Christmas, Date of
Source: A. H. Newman, "Christmas," The New Schaff-Herzog Encyclopedia of Religious Knowledge, Vol. 3, p. 47. Copyright 1909 by Funk & Wagnalls Company, New York. Used by permission of Baker Book House, Grand Rapids, Mich., present publishers.
Christmas:
The supposed anniversary of the birth of Jesus Christ, occurring on Dec. 25. No sufficient data
exist, for the determination of the month or the day of the event
There is no historical evidence that our Lords birthday was celebrated during the apostolic or early postapostolic times. The uncertainty that existed at the beginning of the third century in the minds of Hippolytus and othersHippolytus earlier favored Jan. 2, Clement of Alexanderia (Strom., i. 21) "the 25th day of Pachon" (= May 20), while others, according to Clement, fixed upon Apr. 18 or 19 and Mar. 28proves that no Christmas festival had been established much before the middle of the century. Jan. 6 was earlier fixed upon as the date of the baptism or spiritual birth of Christ, and the feast of Epiphany
was celebrated by the Basilidian Gnostics in the second century
and by catholic Christians by about the beginning of the fourth century.
The earliest record of the recognition of Dec. 25 as a church festival is in the Philocalian Calendar (copied 354 but representing Roman practise in 336).
Christmas,
on Winter Solstice, Suns Birthday
Source: Franz Cumont, Astrology and Religion Among the Greeks and Romans (reprint; New York: Dover Publications, Inc., 1960), pp. 89, 90.
[p. 89] A very general observance required that on the 25th of December the birth of the "new Sun" should be celebrated, when after the winter solstice the days began to lengthen and the "invincible" star triumphed again over darkness. It is certain that the date of this Natalis Invicti was selected by the Church as the commemoration of the Nativity of Jesus, which was previously confused with the Epiphany. In appointing this day, universally marked by pious rejoicing, which were as far as possible retained,for instance the old chariot-races were preserved,the ecclesiastical authorities purified in some degree the customs which they could not abolish. This substitution, which took place at Rome probably between 354 and 360, was adopted throughout the Empire, and that is why we still celebrate Christmas on the 25th of December.
The pre-eminence assigned to the dies Solis also certainly [p. 90] contributed to the general recognition of Sunday as a holiday. This is connected with a more important fact, namely, the adoption of the week by all European nations.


**YOUR OBJECTIVE**:
Only the pictures should be left out; write out all other data exactly.
◆ ◆ ◆ ◆
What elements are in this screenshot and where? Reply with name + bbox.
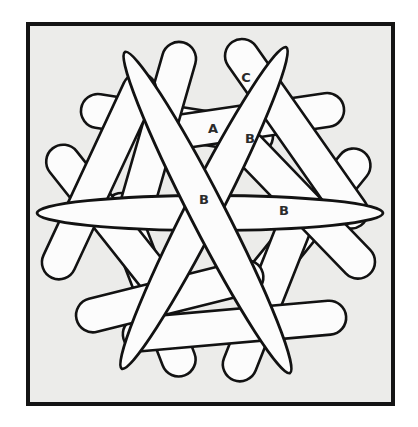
stick-label-B: B — [245, 131, 255, 146]
figure-canvas: ABBBC — [0, 0, 418, 427]
stick-label-B: B — [199, 192, 209, 207]
stick-label-B: B — [279, 203, 289, 218]
stick-label-C: C — [241, 70, 251, 85]
stick-label-A: A — [208, 121, 218, 136]
puzzle-figure: ABBBC — [0, 0, 418, 427]
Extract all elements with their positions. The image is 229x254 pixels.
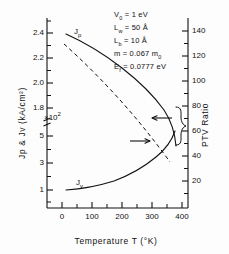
◆ ◆ ◆ ◆
**TASK OUTPUT**:
What elements are in this screenshot and where? Reply with name + bbox.
stick-label-B: B — [245, 131, 255, 146]
figure-canvas: ABBBC — [0, 0, 418, 427]
stick-label-B: B — [199, 192, 209, 207]
stick-label-B: B — [279, 203, 289, 218]
stick-label-C: C — [241, 70, 251, 85]
stick-label-A: A — [208, 121, 218, 136]
puzzle-figure: ABBBC — [0, 0, 418, 427]
Extract all elements with their positions. The image is 229x254 pixels.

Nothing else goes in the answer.